Real estate sources said Von Maur has been mentioned as a prospective anchor for both projects, but it's too early to say whether the chain will come here and, if so, which project might get the store.

"I have no doubt that we will be talking to them and to many others," Graham said.

A staff member in Von Maur's real estate department who asked not to be identified said, "Milwaukee is definitely an area we're interested in."

Von Maur operates 23 stores in the Midwest, extending as far north as Glenview, Ill. The privately held chain will open its 24th store next year in Overland Park, Kan.

"We've had discussions with retailers about this location, and they're excited about it," said Graham.

The proposed Lang development in Delafield also has not announced any prospective tenants, but the developers say they expect to have a mix of local and national retailers in an open-air center that will place some residential units above the stores. That likely will put the Lang center in competition with the Pabst center for some of the same retail tenants.

"We feel that the missions of the developments are different," said David Treier, spokesman for Lauth Property Group in Indianapolis, which will build the Lang center. "We remain excited about what this development can bring to the community."

Thursday's announcement of the 110-acre retail center seems to assume that a future settlement of Aurora's lawsuit with Oconomowoc will result in the controversial hospital being built on another Pabst Farms site, also controlled by Aurora, in neighboring Summit.

The 43.5-acre Aurora site, known as Parcel 5, represents nearly half of the area needed for the shopping mall project.

"We would not be able to have an open-air, high-fashion retail center of the quality that General Growth does without Parcel 5," Bell said. "The project needs all of that land."

Oconomowoc Mayor Maury Sullivan and Aurora spokesman Jeff Squire said Thursday that negotiations have begun, but each declined to discuss the status of those talks.

Bell is not a party to those negotiations, but he said he wants the hospital to be in Summit, at the southwest corner of the I-94/Highway 67 interchange, where it is envisioned as an anchor for a larger health and wellness campus.

Aurora also prefers the Summit site, but county officials blocked its plans last year.

"Aurora remains hopeful that a negotiated settlement can be promptly achieved with the City of Oconomowoc that will clear the way for construction of both the Pabst Farms Town Centre retail development and the new Aurora Medical Center," Squire said.

The size of the Pabst Farms center is comparable to other regional centers in the Milwaukee area.

Bayshore will have about 1 million square feet when the renovation is complete.
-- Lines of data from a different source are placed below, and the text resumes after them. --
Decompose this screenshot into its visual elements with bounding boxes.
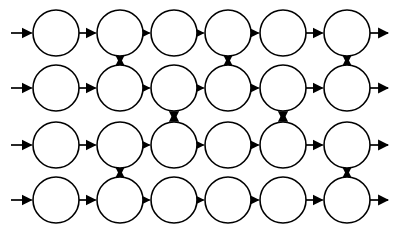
graph-node[interactable] — [97, 10, 143, 56]
graph-node[interactable] — [260, 122, 306, 168]
graph-node[interactable] — [324, 10, 370, 56]
graph-node[interactable] — [205, 10, 251, 56]
graph-node[interactable] — [205, 177, 251, 223]
graph-node[interactable] — [260, 10, 306, 56]
diagram-svg — [0, 0, 397, 237]
diagram-canvas — [0, 0, 397, 237]
graph-node[interactable] — [33, 65, 79, 111]
graph-node[interactable] — [33, 10, 79, 56]
graph-node[interactable] — [151, 122, 197, 168]
io-arrow-layer — [11, 33, 388, 200]
node-layer — [33, 10, 370, 223]
graph-node[interactable] — [97, 177, 143, 223]
graph-node[interactable] — [205, 65, 251, 111]
graph-node[interactable] — [205, 122, 251, 168]
graph-node[interactable] — [97, 65, 143, 111]
graph-node[interactable] — [33, 122, 79, 168]
horizontal-edge-layer — [79, 33, 323, 200]
graph-node[interactable] — [97, 122, 143, 168]
graph-node[interactable] — [324, 122, 370, 168]
graph-node[interactable] — [151, 10, 197, 56]
graph-node[interactable] — [151, 177, 197, 223]
graph-node[interactable] — [324, 65, 370, 111]
graph-node[interactable] — [260, 177, 306, 223]
graph-node[interactable] — [151, 65, 197, 111]
graph-node[interactable] — [324, 177, 370, 223]
graph-node[interactable] — [260, 65, 306, 111]
graph-node[interactable] — [33, 177, 79, 223]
Southridge has about 1.3 million; Brookfield Square, about 1.1 million; and Mayfair, about 1.1 million.

Pabst Farms Town Centre's design would use several buildings, with separate entrances, instead of the traditional shopping mall design of one huge building. It will include outdoor seating areas, plazas and fountains. Polacheck Co. in Milwaukee handled the transaction for almost 67 acres with General Growth on behalf of Pabst Farms.

The 1,500-acre Pabst Farms project, which includes homes, a business park and a neighborhood shopping center, has long included a regional, higher-end retail development within its master plan, said Bell, of Pabst Farms Development.

The site is already zoned for retail. Pabst Farms and General Growth representatives will meet with city officials as the formal site plans are created, Bell said. He said those detailed plans could be completed by the end of this year.

The construction of regional shopping centers such as the Pabst project is an unusual event, according to a report from the International Council of Shopping Centers. The industry trade group has identified only one regional center scheduled to open this year in the U.S., the Kendall Town Center near Miami, a 1.35 million-square-foot Rouse Co. property.

In 2005, four regional centers opened in the U.S., all of them in the South and West, where most new centers have been built in recent years.

Labor market analysts say the retail development shouldn't have much trouble finding workers, given nearby pockets of labor force and the proximity to freeways.